Did you clone the hard-drive or restore from a Time Machine backup? If the OS is quite old or was restored from an upgrade (e.g., Lion to Mountain Lion, etc.), it may be worth running a clean install. If it was a clean install on the new HDD then that's definitely identified it must be something else.

Sorry for the absolute essay of troubleshooting steps, it's just a case of trying to identify what isn't wrong so we know what to try and diagnose next.
 
OP:

I would like to offer a possible suggestion.
You will need an external hard drive and a little time.
You'll also need ether CarbonCopyCloner or SuperDuper. Both will work fine in "demo mode", if you don't already have these apps.

What to do:
1. Use CCC or SD to create a bootable clone of your internal drive onto an external drive.
2. Do a "test boot" of the external drive (hold down the option key at bootup until the startup manager appears, then select the external drive with the pointer and hit return)
3. Do you get a good boot? Does the drive boot and run "more smoothly" than the internal?
4. If the external drive actually seems more responsive, then do this:
5. While still booted from the external drive, RE-INITIALIZE the internal drive using Disk Utility (you don't need to do a "secure erase" that zeros out data -- all you need to do is a quick erase).
6. Now, use CCC (or SD) to "RE-clone" the contents of the external drive BACK TO the internal drive.
7. Finally - REBOOT.

Why I am advising you to do this:
Over time, the files on a hard drive get "fragmented". But even worse, the "free space" BETWEEN the files becomes split into tiny fragments, as well.
During the normal course of operations, the OS (and some applications that create caches and temp files) needs to read and write to the free space on the drive. If the free space is one, long, "contiguous" section, this process goes easily. But if the drive has to start searching around for "fragments of free space", it can consume more time.
Thus, the perception of "slowing down".

If you try the procedure described above, the "re-clone" of the backup drive will result in all files being written contiguously, eliminating file fragmentation AND resulting in a large contiguous area of "free space" behind the files for the OS and apps to use.

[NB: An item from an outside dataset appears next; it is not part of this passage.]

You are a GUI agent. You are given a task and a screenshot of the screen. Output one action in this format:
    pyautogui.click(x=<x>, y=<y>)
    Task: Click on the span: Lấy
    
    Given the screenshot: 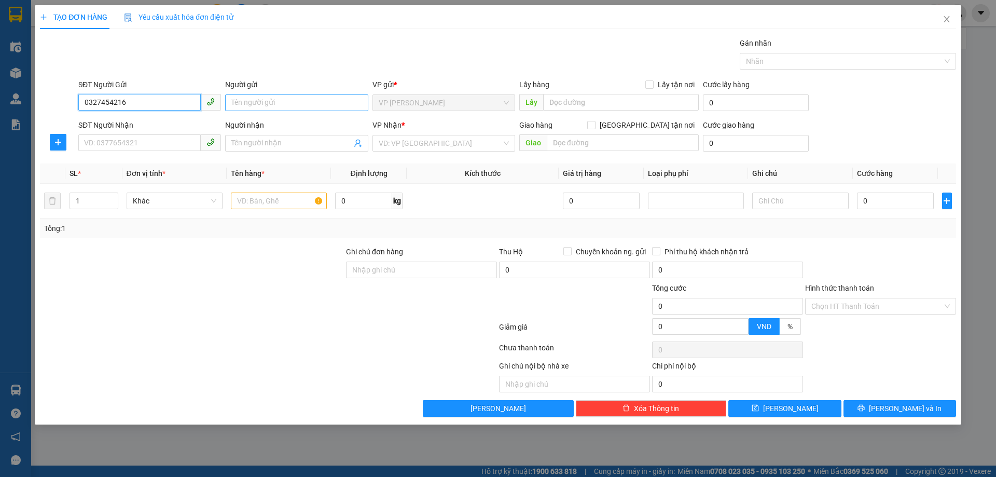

It might produce a noticeable improvement.
No promises, but worth trying.
 
Hi all, thanks for your replies, much appreciated! Some things came up and I haven't had a chance to get back here til now. I also haven't been able to look much further into the slowness issues. Bloody forums look completely different since I was last on here a few days ago.

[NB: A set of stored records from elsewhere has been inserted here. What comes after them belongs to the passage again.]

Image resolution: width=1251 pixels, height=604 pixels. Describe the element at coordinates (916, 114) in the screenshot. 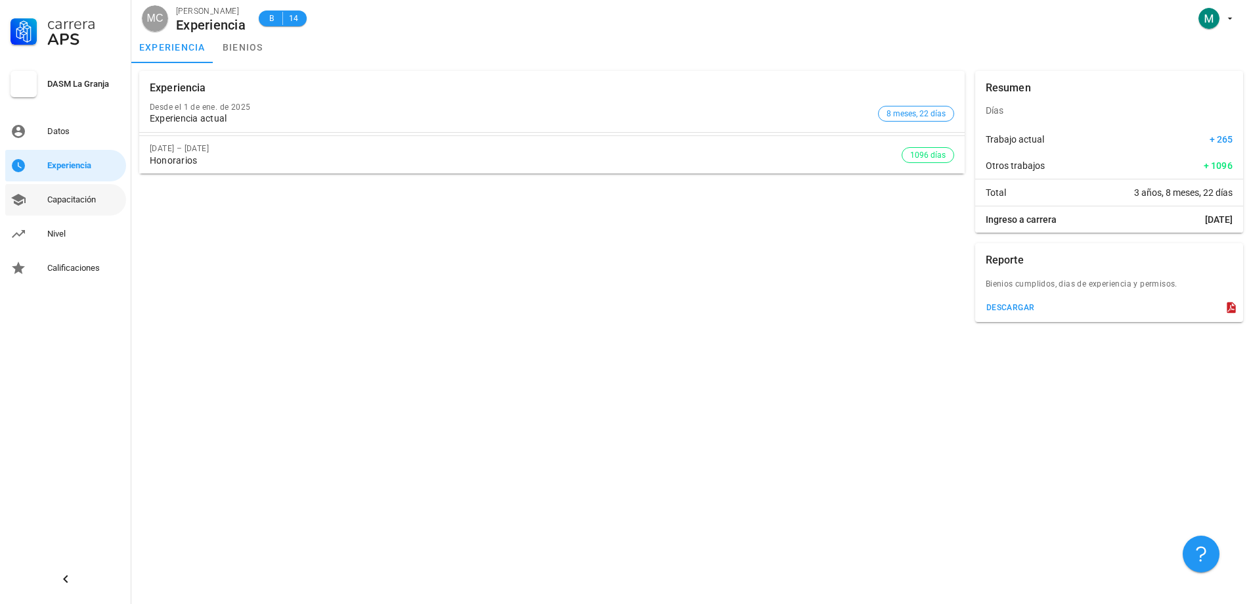

I see `span: 8 meses, 22 días` at that location.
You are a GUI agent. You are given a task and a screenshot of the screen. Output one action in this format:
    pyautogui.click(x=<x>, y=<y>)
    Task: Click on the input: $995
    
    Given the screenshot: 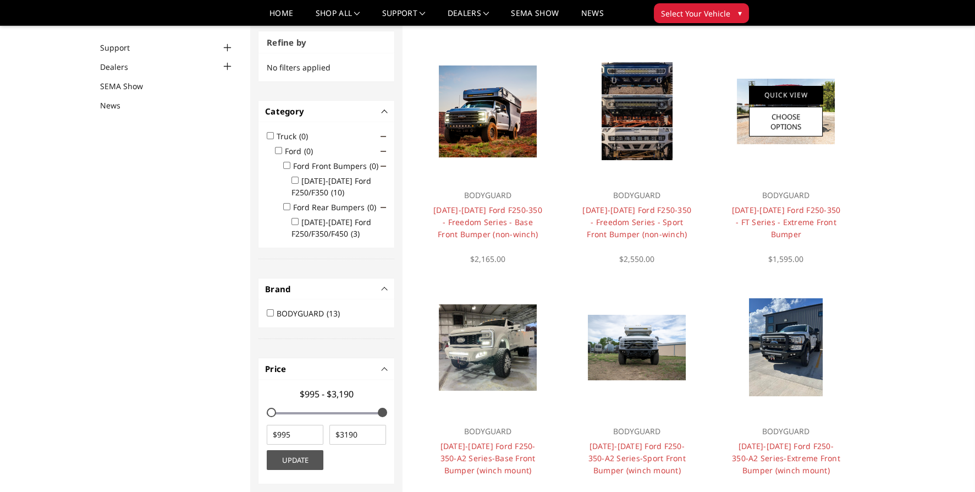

I'm leaning more and more towards this being an HDD issue. Even though it's only about 6 months old, some of the symptoms do seem a lot like those I was getting prior to the original reporting SMART errors. It definitely should not be related to system age or file fragmentation as I had run a fresh install and didn't run migration assistant when I installed this new drive.

I'm just going to put up with this bloody machine until I can order a new MBP in a few weeks and just make sure everything is backed up in case the HDD does cark it. I'll just use this as an external display then.

Thanks again for all your suggestions and taking the time to reply!